I kind of don’t care, either way.

I certainly never felt like a boy. But I also had no interest in the sort of things girls were expected to do, or be. Pink horrified me. I was not a tomboy, or at least not a good one. Couldn’t throw a ball. Couldn’t get too far up a tree. I did like catching frogs, but I’d never have tried to frighten anyone with one (out of consideration for the frog). I had a huge collection of stuffed animals and every single one of them was a boy, except for one that was handed down–a bear with a rubber face and eyelashes painted on–“Mrs. Teddybear.” Mrs. Teddybear was the least interesting animal I had. I loved my own mommy but the prospects for females seemed dull.

When I tried to imagine what it felt like to be a girl, whether “in a boy’s body” or not, I couldn’t come up with much. Even now, if I were to prioritize a list of adjectives that described me, my sex would come pretty far down the list, and I’d put it in just to help you recognize me at the airport.

Maybe my confusion is because I’m so very cisgendered, but I don’t know. I tend to see my life as an adventure with a frame of mortality around it, full of opportunities to create and to revel in Creation, and the suit I get to wear for the ride feels irrelevant.

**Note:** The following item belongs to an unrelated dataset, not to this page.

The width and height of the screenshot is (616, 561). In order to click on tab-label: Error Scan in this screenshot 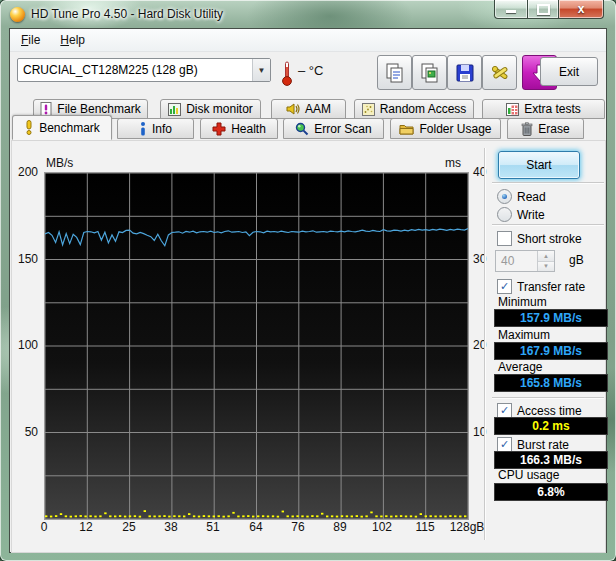, I will do `click(342, 129)`.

There’s a flap now over Bruce Jenner’s transformation to Caitlyn and in particular his introduction in a high-glamor shot. (I did find myself thinking: what 65-year-old woman is named “Caitlyn?” What’s wrong with “Debby?”) I used to be put off by done-up women, myself. Forty years ago a friend put it this way: “I don’t like female impersonators, and I don’t care what sex they are.” I thought that was cute, but it’s not really true. I think male female impersonators are a lot of fun.

So it’s fine for Caitlyn, and all the rest of the hair-dying, skin-slathering, Spanx-wearing, made-up women in high heels out there. I just don’t really get it.

I would, just once, like to be able to put on a nice blouse and skirt and have the right shoes for the outfit, all at the same time. Just once.